DESCRIPTION OF THE TASK
The entries below must be restated word for word.

Stored records
........
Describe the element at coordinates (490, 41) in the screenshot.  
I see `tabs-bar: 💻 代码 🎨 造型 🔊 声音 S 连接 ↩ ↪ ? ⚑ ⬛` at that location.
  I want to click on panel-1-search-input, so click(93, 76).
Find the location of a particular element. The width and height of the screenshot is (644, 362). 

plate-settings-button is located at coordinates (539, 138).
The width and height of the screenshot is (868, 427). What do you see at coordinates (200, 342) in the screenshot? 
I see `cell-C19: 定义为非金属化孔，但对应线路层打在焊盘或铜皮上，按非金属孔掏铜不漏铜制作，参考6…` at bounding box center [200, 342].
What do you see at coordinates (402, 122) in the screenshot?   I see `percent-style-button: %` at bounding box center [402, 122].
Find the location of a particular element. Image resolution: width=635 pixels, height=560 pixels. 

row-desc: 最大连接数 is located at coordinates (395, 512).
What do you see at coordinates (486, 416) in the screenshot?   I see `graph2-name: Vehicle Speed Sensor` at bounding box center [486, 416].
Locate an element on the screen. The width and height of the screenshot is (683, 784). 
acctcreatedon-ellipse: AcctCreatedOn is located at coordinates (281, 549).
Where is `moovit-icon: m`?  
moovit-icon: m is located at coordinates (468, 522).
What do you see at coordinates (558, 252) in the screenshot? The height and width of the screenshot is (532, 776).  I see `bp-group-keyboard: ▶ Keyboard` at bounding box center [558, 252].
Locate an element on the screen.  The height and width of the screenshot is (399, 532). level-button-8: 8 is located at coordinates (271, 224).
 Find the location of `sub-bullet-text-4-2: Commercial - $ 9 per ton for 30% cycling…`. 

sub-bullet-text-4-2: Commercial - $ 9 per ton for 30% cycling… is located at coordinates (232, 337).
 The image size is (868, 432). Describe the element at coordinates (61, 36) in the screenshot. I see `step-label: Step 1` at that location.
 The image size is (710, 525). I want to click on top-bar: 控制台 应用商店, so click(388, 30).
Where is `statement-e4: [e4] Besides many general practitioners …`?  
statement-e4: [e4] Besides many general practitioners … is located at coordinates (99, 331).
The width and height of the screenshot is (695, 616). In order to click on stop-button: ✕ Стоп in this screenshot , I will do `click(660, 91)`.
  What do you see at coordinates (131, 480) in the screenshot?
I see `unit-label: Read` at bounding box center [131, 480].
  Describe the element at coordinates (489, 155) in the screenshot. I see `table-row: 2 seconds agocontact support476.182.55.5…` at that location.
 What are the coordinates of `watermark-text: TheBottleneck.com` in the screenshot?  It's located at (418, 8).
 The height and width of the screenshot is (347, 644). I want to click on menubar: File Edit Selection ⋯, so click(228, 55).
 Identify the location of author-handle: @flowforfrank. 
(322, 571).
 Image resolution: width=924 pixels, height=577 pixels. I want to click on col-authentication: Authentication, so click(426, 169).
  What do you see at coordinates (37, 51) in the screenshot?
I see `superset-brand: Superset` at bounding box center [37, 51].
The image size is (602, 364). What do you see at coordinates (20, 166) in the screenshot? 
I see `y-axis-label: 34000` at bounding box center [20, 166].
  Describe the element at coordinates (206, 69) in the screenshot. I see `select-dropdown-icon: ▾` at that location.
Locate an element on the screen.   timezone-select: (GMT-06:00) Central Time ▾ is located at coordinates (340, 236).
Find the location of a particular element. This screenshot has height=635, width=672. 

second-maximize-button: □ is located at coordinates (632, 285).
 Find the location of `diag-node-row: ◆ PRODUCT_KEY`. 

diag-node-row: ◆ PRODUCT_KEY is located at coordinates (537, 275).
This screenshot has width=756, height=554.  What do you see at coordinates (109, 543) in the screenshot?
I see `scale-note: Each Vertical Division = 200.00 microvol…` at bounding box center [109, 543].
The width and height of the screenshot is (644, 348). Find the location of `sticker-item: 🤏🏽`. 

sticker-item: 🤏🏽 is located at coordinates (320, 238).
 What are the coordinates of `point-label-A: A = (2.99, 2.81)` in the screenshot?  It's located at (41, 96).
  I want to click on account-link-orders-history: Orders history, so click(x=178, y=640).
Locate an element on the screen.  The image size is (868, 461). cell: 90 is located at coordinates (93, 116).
........
FINISHED EXERCISE
Describe the element at coordinates (490, 41) in the screenshot.  
I see `tabs-bar: 💻 代码 🎨 造型 🔊 声音 S 连接 ↩ ↪ ? ⚑ ⬛` at that location.
  I want to click on panel-1-search-input, so click(93, 76).
Find the location of a particular element. The width and height of the screenshot is (644, 362). 

plate-settings-button is located at coordinates (539, 138).
The width and height of the screenshot is (868, 427). What do you see at coordinates (200, 342) in the screenshot? 
I see `cell-C19: 定义为非金属化孔，但对应线路层打在焊盘或铜皮上，按非金属孔掏铜不漏铜制作，参考6…` at bounding box center [200, 342].
What do you see at coordinates (402, 122) in the screenshot?   I see `percent-style-button: %` at bounding box center [402, 122].
Find the location of a particular element. Image resolution: width=635 pixels, height=560 pixels. 

row-desc: 最大连接数 is located at coordinates (395, 512).
What do you see at coordinates (486, 416) in the screenshot?   I see `graph2-name: Vehicle Speed Sensor` at bounding box center [486, 416].
Locate an element on the screen. The width and height of the screenshot is (683, 784). 
acctcreatedon-ellipse: AcctCreatedOn is located at coordinates (281, 549).
Where is `moovit-icon: m`?  
moovit-icon: m is located at coordinates (468, 522).
What do you see at coordinates (558, 252) in the screenshot? The height and width of the screenshot is (532, 776).  I see `bp-group-keyboard: ▶ Keyboard` at bounding box center [558, 252].
Locate an element on the screen.  The height and width of the screenshot is (399, 532). level-button-8: 8 is located at coordinates (271, 224).
 Find the location of `sub-bullet-text-4-2: Commercial - $ 9 per ton for 30% cycling…`. 

sub-bullet-text-4-2: Commercial - $ 9 per ton for 30% cycling… is located at coordinates (232, 337).
 The image size is (868, 432). Describe the element at coordinates (61, 36) in the screenshot. I see `step-label: Step 1` at that location.
 The image size is (710, 525). I want to click on top-bar: 控制台 应用商店, so click(388, 30).
Where is `statement-e4: [e4] Besides many general practitioners …`?  
statement-e4: [e4] Besides many general practitioners … is located at coordinates (99, 331).
The width and height of the screenshot is (695, 616). In order to click on stop-button: ✕ Стоп in this screenshot , I will do `click(660, 91)`.
  What do you see at coordinates (131, 480) in the screenshot?
I see `unit-label: Read` at bounding box center [131, 480].
  Describe the element at coordinates (489, 155) in the screenshot. I see `table-row: 2 seconds agocontact support476.182.55.5…` at that location.
 What are the coordinates of `watermark-text: TheBottleneck.com` in the screenshot?  It's located at (418, 8).
 The height and width of the screenshot is (347, 644). I want to click on menubar: File Edit Selection ⋯, so click(228, 55).
 Identify the location of author-handle: @flowforfrank. 
(322, 571).
 Image resolution: width=924 pixels, height=577 pixels. I want to click on col-authentication: Authentication, so click(426, 169).
  What do you see at coordinates (37, 51) in the screenshot?
I see `superset-brand: Superset` at bounding box center [37, 51].
The image size is (602, 364). What do you see at coordinates (20, 166) in the screenshot? 
I see `y-axis-label: 34000` at bounding box center [20, 166].
  Describe the element at coordinates (206, 69) in the screenshot. I see `select-dropdown-icon: ▾` at that location.
Locate an element on the screen.   timezone-select: (GMT-06:00) Central Time ▾ is located at coordinates (340, 236).
Find the location of a particular element. This screenshot has height=635, width=672. 

second-maximize-button: □ is located at coordinates (632, 285).
 Find the location of `diag-node-row: ◆ PRODUCT_KEY`. 

diag-node-row: ◆ PRODUCT_KEY is located at coordinates (537, 275).
This screenshot has width=756, height=554.  What do you see at coordinates (109, 543) in the screenshot?
I see `scale-note: Each Vertical Division = 200.00 microvol…` at bounding box center [109, 543].
The width and height of the screenshot is (644, 348). Find the location of `sticker-item: 🤏🏽`. 

sticker-item: 🤏🏽 is located at coordinates (320, 238).
 What are the coordinates of `point-label-A: A = (2.99, 2.81)` in the screenshot?  It's located at (41, 96).
  I want to click on account-link-orders-history: Orders history, so click(x=178, y=640).
Locate an element on the screen.  The image size is (868, 461). cell: 90 is located at coordinates (93, 116).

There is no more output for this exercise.